Friday, January 01, 2010

Dark Night of the Soul
"In the Christian tradition, one who has developed a strong prayer life and consistent devotion to God suddenly finds traditional prayer extremely difficult and unrewarding for an extended period of time during this 'dark night.' The individual may feel as though God has suddenly abandoned them or that his or her prayer life has collapsed. In the most pronounced cases, belief is lost in the very existence of God and/or validity of religion, rendering the individual an atheist, even if they continue with the outward expressions of faith; compare crisis of faith."

-- "Dark Night of the Soul," Wikipedia Entry
"The impossible often has a kind of integrity to it which the merely improbable lacks."

-- The Long Dark Tea-Time of the Soul, by Douglas Adams
There is a stage of the writing process where I know what must be done, yet I cannot seem to push through and do it. Unfortunately, this phase comes at the beginning.


cartoon by Hugh MacLeod: www.gapingvoid.com

I've hit the wall with Lang. How to put this in words? It's as if I have assembled all the elements called for in a recipe -- let's say I'm making lasagne. I have the noodles, the tomato paste, the ricotta cheese, etc. and they refuse to put themselves together. Worse, all those ingredients are frozen in a huge blob of gelatin, hovering out of reach.

Put another way, it's like a science experiment where you take all the elements necessary for life, the proteins and amino acids, and you put them together in a petri dish ... and wait. And wait. LIVE, DAMN YOU, LIVE!!!

It's very much a "dark night of the soul." The muse is out to lunch, and I'm sitting at my desk surrounded by note cards and books and journals and miscellaneous research material. I need that spark of life, that l'essence de la vie that will animate the piled up components. I know these pieces go together -- I've seen the end product in my mind.

Fortunately, I'm not alone in my frustration. Writers far greater than I have stood at this moment and pushed through. So I return to my "text book," a compendium of words of wisdom I keep in a notebook for just such an occasion.

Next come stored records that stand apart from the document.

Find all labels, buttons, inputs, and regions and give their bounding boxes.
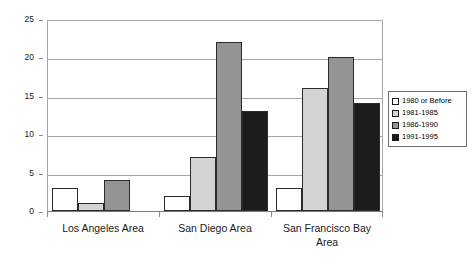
y-tick-label: 15: [25, 92, 34, 101]
legend-item: 1981-1985: [392, 107, 464, 119]
y-tick-label: 25: [25, 15, 34, 24]
legend-item: 1991-1995: [392, 131, 464, 143]
legend-swatch-icon: [392, 134, 399, 141]
y-tick-label: 10: [25, 130, 34, 139]
legend-item-label: 1991-1995: [402, 133, 438, 141]
x-tick-mark: [159, 212, 160, 217]
y-tick-mark: [39, 135, 43, 136]
bar-chart: 0510152025 Los Angeles AreaSan Diego Are…: [0, 0, 472, 265]
bar-group: [48, 21, 160, 211]
bar: [164, 196, 190, 211]
bar: [242, 111, 268, 211]
y-tick-mark: [39, 97, 43, 98]
y-tick-mark: [39, 212, 43, 213]
legend-item-label: 1986-1990: [402, 121, 438, 129]
plot-area: [47, 20, 383, 212]
legend-item: 1986-1990: [392, 119, 464, 131]
y-axis: 0510152025: [0, 0, 43, 232]
y-tick-label: 5: [29, 169, 34, 178]
y-tick-label: 20: [25, 53, 34, 62]
bar: [190, 157, 216, 211]
bar-group: [272, 21, 384, 211]
legend-item-label: 1980 or Before: [402, 97, 452, 105]
bars-layer: [48, 21, 382, 211]
bar: [216, 42, 242, 211]
x-category-label: San Francisco Bay Area: [271, 221, 383, 249]
bar: [328, 57, 354, 211]
bar: [52, 188, 78, 211]
bar: [104, 180, 130, 211]
x-tick-mark: [47, 212, 48, 217]
x-axis-ticks: [47, 212, 383, 218]
bar-group: [160, 21, 272, 211]
x-tick-mark: [271, 212, 272, 217]
legend-swatch-icon: [392, 98, 399, 105]
legend-swatch-icon: [392, 122, 399, 129]
y-tick-mark: [39, 58, 43, 59]
bar: [78, 203, 104, 211]
x-tick-mark: [382, 212, 383, 217]
bar: [276, 188, 302, 211]
legend-item-label: 1981-1985: [402, 109, 438, 117]
y-tick-mark: [39, 174, 43, 175]
y-tick-label: 0: [29, 207, 34, 216]
bar: [302, 88, 328, 211]
legend-swatch-icon: [392, 110, 399, 117]
x-axis-labels: Los Angeles AreaSan Diego AreaSan Franci…: [47, 221, 383, 265]
chart-legend: 1980 or Before1981-19851986-19901991-199…: [388, 91, 467, 147]
x-category-label: San Diego Area: [159, 221, 271, 235]
legend-item: 1980 or Before: [392, 95, 464, 107]
x-category-label: Los Angeles Area: [47, 221, 159, 235]
bar: [354, 103, 380, 211]
y-tick-mark: [39, 20, 43, 21]
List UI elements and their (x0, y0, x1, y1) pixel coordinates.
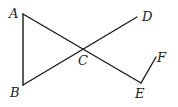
label-d: D (141, 9, 153, 24)
segment-bd (23, 17, 137, 85)
label-c: C (78, 53, 88, 68)
segment-ae (23, 14, 141, 83)
segments (23, 14, 156, 85)
label-e: E (134, 86, 145, 101)
point-labels: A B C D E F (8, 6, 167, 101)
geometry-diagram: A B C D E F (0, 0, 178, 107)
label-b: B (9, 85, 20, 100)
label-f: F (156, 50, 167, 65)
label-a: A (8, 6, 18, 21)
segment-ef (141, 57, 156, 83)
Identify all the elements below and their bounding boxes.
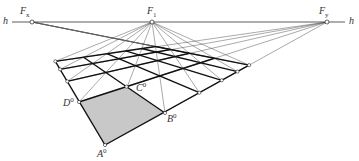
construction-lines [32,22,327,145]
label-D0: D0 [63,97,74,108]
label-F1: F1 [147,6,157,19]
label-C0: C0 [136,82,146,93]
label-Fy: Fy [319,6,329,19]
perspective-diagram [0,0,359,161]
label-A0: A0 [97,148,107,159]
label-B0: B0 [167,113,177,124]
label-Fx: Fx [20,6,30,19]
horizon-label-right: h [349,16,354,26]
horizon-label-left: h [3,16,8,26]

Here's Philip K. Dick, and a speech he delivered in 1978, "How to Build a Universe that Doesn't Fall Apart Two Days Later":
However, I will reveal a secret to you: I like to build universes which do fall apart. I like to see them come unglued, and I like to see how the characters in the novels cope with this problem. I have a secret love of chaos. There should be more of it. Do not believe—and I am dead serious when I say this—do not assume that order and stability are always good, in a society or in a universe. The old, the ossified, must always give way to new life and the birth of new things. Before the new things can be born the old must perish. This is a dangerous realization, because it tells us that we must eventually part with much of what is familiar to us. And that hurts. But that is part of the script of life. Unless we can psychologically accommodate change, we ourselves begin to die, inwardly. What I am saying is that objects, customs, habits, and ways of life must perish so that the authentic human being can live. And it is the authentic human being who matters most, the viable, elastic organism which can bounce back, absorb, and deal with the new.
Hmm. Nazi Germany was incredibly structured and ordered. Frightfully so. Lang was at the height of his powers as a filmmaker, and the events of 1933 certainly contributed much chaos to the filmmaker's life. Lang had the choice of becoming entrenched in the merciless order or throwing his entire life into chaos. My play centers on Lang's "High Noon" moment, the Faustian bargain, his dark night of the soul. I think I can work with this.